The lawyers of the Palestinian activist Mahmoud Khalil and the Trump administration faced Khalil’s renewed request to be released on bail or, at least, transferred to a detention center in New Jersey to be closer to the family.
Both parties presented new presentations after the American district judge Michael Farbiar declined to free Khalil last week. Although Farbiar had blocked Khalil’s detention and deportation based on accusations that his presence in the country threatened the foreign policy of the United States, the administration argued that he would continue to stop Khalil for allegedly lying in his application for permanent residence.
Judge Farbiar said that he was “overwhelmingly likely” that Khalil was not arrested solely for accusations related to his residence application. However, the judge finally put himself on the side of the government, discovering that Khalil’s legal team had not successfully argued why the arrest for these reasons would be illegal.
Khalil, a legal permanent resident and former student of the University of Columbia, was arrested in March by immigration agents and has been held since then in an installation in the rural area of Jena, Louisiana. He played an active role in the protests about the war in Gaza on the Campus of New York City last year, negotiating between student protesters and university administration.
His lawyers urged the court this week to immediately release him from a Louisiana detention center on bail, and added that the administration’s efforts to keep him detained based on alleged omissions in an immigration request were “rare and extremely unusual.”
The accusations, which were presented after Khalil’s arrest, included claims that he did not reveal a continuous job at the British embassy in Beirut and an previous role as an officer at the United Nations Agency for Relief and Works for Palestine Refugees in New York.
NBC News discovered that the Administration had been based on not verified tabloid items and made erroneous statements about Khalil’s work history after reviewing more than 100 pages of evidence presented by the Government.
Khalil has no criminal record and has not been accused of a crime.
In judicial documents, Khalil’s lawyers said their custody “is equivalent to more unconstitutional reprisals and adds to extraordinary circumstances that guarantee relief.”
“As it has done during the last three months, the government is using all the tools available to hinder justice for Mahmoud,” Brett Max Kaufman, main advisor to ACLU, said. “The government practically never keeps people arrested for a position like this, and it is clear that the government is doing everything possible to punish Mahmoud for their speech on Palestine.”
If he did not release, Khalil’s lawyers asked him to be transferred to a detention center in New Jersey, pointing out a policy that requires non -citizens or legal guardians, who are main caregivers or have the custody of minor children, to be placed in facilities close to their children.
According to the emails reviewed by NBC News, Khalil’s legal team asked ICE to transfer him to New Jersey earlier this month to be closer to his newborn son. However, the New Orleans ICE field office said Khalil did not comply with the policy criteria and denied the request without explanation.
On Tuesday, the Trump administration retreated in the judicial documents, arguing that the accusations of green card application “independently” justified Khalil’s arrest.
In judicial documents, the Department of Justice said that the federal judge “should not order Khalil’s direct release, because doing so would prevent the government’s discretionary decision from stopping it for independent legal reasons. Congress prohibited judicial intervention on those decisions.”
The Trump administration said the National Security Department, not the courts, also has the authority to determine where people are held in deportation procedures.
In response to Khalil’s lawyers who cite the agency’s policy for transfer, the Trump administration said: “They are policies or guidelines, not regulations.”
The lawyers of the Department of Justice added that the detention center in Elizabeth, New Jersey, is above the capacity and ordering a transfer “would undoubtedly affect the continuous efforts of the installation to resort to operational standards.”
The Department of Justice declined to comment, and the National Security and ICE departments did not immediately respond to the request for comments of NBC News.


Show each line from the listing that includes the word "emoji".

..........

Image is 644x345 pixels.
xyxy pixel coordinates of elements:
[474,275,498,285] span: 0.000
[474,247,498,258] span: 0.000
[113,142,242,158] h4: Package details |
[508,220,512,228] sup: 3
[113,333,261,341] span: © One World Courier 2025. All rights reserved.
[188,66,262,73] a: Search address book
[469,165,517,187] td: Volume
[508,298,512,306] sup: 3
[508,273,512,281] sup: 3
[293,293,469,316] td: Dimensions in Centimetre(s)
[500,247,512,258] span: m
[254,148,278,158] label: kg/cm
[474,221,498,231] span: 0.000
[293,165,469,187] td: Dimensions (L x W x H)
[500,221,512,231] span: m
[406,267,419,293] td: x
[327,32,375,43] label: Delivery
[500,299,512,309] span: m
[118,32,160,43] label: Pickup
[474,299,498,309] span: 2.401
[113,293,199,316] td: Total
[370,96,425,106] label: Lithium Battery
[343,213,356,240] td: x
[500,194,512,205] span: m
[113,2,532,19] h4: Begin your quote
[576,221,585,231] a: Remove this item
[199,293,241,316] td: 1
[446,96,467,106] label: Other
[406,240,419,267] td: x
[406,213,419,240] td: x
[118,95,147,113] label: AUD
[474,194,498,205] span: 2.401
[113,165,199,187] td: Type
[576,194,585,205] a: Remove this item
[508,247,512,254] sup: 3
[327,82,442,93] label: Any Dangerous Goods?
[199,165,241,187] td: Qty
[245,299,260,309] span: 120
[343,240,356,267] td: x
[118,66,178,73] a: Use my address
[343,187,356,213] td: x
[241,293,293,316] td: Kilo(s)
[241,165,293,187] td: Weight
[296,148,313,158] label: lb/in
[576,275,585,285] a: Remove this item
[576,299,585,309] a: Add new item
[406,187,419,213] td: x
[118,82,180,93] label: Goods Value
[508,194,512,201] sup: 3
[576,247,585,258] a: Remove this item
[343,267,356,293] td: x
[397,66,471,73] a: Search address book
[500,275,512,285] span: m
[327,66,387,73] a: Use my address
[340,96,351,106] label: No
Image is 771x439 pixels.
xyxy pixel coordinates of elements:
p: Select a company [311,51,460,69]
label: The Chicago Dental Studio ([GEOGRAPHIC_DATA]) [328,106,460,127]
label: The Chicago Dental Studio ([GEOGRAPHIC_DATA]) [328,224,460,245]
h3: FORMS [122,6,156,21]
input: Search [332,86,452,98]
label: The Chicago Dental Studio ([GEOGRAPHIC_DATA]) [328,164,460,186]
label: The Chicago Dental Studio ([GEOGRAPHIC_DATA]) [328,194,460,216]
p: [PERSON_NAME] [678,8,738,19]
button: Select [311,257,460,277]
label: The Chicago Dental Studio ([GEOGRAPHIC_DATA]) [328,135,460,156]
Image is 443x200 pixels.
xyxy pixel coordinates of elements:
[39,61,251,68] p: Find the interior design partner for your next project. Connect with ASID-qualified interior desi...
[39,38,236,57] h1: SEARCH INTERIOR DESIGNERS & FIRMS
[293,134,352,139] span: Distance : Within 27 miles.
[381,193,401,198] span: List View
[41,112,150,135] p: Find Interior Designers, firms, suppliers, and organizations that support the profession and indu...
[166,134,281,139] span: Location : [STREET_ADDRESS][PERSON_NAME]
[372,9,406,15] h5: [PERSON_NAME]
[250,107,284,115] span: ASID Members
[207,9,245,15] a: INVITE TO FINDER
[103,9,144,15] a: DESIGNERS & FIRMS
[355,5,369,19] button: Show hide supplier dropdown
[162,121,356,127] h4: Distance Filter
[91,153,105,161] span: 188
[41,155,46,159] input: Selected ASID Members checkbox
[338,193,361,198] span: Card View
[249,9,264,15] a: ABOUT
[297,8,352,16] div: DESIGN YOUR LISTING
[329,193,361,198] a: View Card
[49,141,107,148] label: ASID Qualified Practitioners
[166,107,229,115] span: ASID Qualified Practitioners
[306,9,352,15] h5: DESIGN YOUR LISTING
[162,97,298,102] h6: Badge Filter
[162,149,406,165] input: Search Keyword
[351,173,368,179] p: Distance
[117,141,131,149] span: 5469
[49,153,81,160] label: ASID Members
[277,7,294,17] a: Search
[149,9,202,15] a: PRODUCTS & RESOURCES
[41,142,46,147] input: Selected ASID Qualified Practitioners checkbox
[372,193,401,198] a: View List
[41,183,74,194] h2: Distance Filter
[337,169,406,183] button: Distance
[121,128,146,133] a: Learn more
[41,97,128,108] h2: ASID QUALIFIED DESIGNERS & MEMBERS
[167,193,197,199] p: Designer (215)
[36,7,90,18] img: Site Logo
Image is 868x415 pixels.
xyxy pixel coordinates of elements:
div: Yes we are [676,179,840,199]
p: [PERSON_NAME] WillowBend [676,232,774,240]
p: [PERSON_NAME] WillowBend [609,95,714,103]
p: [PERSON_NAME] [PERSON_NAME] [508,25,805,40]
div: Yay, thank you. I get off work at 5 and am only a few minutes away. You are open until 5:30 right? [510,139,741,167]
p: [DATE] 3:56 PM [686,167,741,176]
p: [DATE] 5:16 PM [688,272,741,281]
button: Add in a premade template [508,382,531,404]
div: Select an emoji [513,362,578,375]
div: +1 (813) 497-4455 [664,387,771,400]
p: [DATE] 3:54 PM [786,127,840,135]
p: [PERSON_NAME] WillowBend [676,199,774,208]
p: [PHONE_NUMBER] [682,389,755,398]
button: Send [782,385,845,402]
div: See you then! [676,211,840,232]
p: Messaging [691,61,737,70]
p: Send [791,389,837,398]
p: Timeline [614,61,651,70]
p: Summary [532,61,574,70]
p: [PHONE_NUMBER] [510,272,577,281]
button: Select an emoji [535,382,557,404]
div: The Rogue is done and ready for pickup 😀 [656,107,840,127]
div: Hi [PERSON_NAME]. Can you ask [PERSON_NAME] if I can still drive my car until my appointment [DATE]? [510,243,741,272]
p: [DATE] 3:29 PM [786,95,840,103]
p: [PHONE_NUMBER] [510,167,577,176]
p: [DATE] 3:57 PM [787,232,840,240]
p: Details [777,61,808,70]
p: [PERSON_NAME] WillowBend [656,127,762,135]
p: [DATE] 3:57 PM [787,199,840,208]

..........

→ **Response to this task**:
div: Select an emoji [513,362,578,375]
button: Select an emoji [535,382,557,404]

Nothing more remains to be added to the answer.